Train to Busan pits a band of survivors against a speeding train full of zombies.

 

I mean, really, what else is there to know?

 

The film goes on as most zombie films that have taken a class or two in pacing, letting the opening build relationships and lay out the scenario before the horror begins. By 13 minutes in, we’ve seen this all before, but the script and performances do their job, endearing us to a businessman Dad, his daughter, and their family plight, which is the couple’s impending divorce.

 

But then right around 15:00, shit gets real.

 

Suddenly the passenger train is filled with infected undead, who merrily and bloodily go about creating more of themselves as they feast on the passengers. The great physical performances by the infected deserve recognition. These impressive acrobatics are accentuated wonderfully by the music, sound effects, and cinematography.

 

There’s not much we haven’t seen before — lots of hair-raising near-misses and escapes, and wondering which of the rag tag group of spunky survivors will be next to go. (I will say when the last of them clocks out, it is pretty tragic.) The addition of the train as the primary setting gives the goings-on a nice sense of, pardon me: momentum.

 

Like many zombie flicks, the ultimate cause of the zombie outbreak is left pretty vague, although it is somewhat addressed in a quick phone call just past the halfway mark.

 

It feels, though, that mostly the filmmakers are simply building on what others have done before without adding anything particularly new to the canon. The rules are the same: don’t be seen, don’t be heard, don’t get bit, keep going like a bat outta hell for the One Place That’s Safe while Protecting Those You Love . . . with a splash of Who Are The Real Monsters?! mixed in.

 

It is not a bad thing that these tropes are well-worn. They are well-worn for a reason. If you pick up a film like Train to Busan after seeing the trailer, it’s because you have genre expectations. Those expectations are met well in Train. So while there’s nothing new here, the film is a hell of a lot of fun for fans of the genre.

 

The math is simple: If you like zombie movies, you will like Train to Busan.

TAKEAWAYS FOR WRITERS

Use gestures and the environment to reveal character rather than narration. When Dad is on a angry call with his ex-wife, but still gives his fancy sports car a quick cleaning with the sleeve of his coat, that says something. When he is quietly arguing with his mother about the divorce in his bedroom, putting away his clothes, and every shirt and jacket is exactly the same and hung in fastidious rows…that says something, too.

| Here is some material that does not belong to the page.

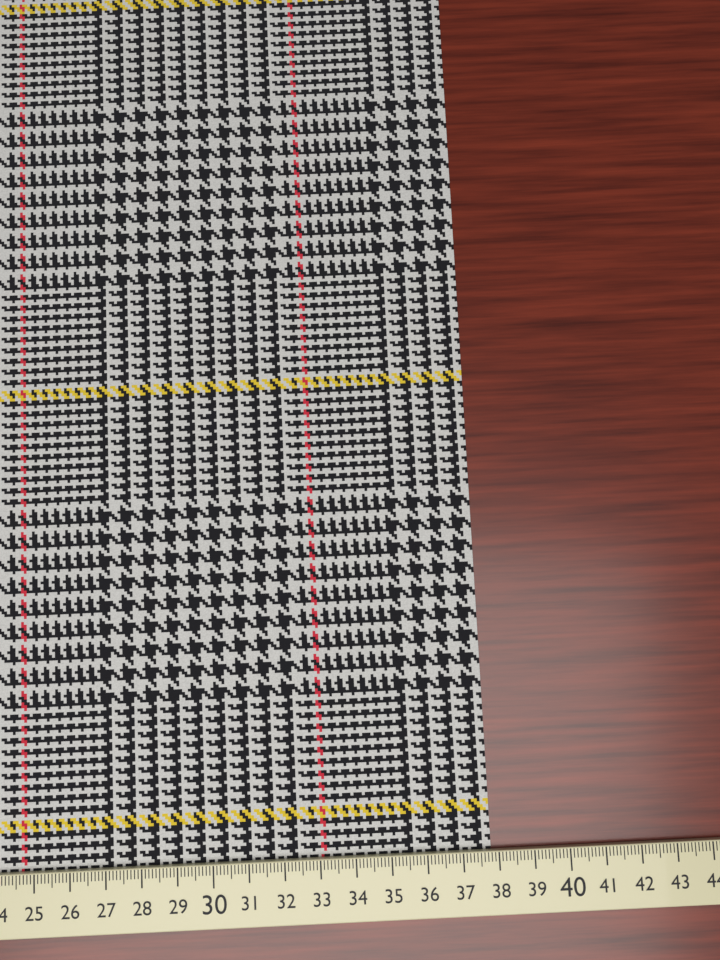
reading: 37.8 cm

When one of the train workers is asked to “fix” her tie because it’s askew by an inch or two, we are shown that the society in this film esteems order. In other words: a perfect contrasting backdrop for the anarchy of a zombie apocalypse.

Also, in case you ever wondered: Yes, your story has already been done. Take heart: They all have. Mine, yours. Even Shakespeare ripped off most of his stuff. But your story never been done by you. Trust in your voice and perspective. Unless you are outright trying to copy someone (which is a good idea in privacy to learn the craft, but a terrible idea to do for something you’d try to publish), develop and trust your own way of executing a story, even if it’s one we’ve all heard.

Whatever your story is, tell it your way.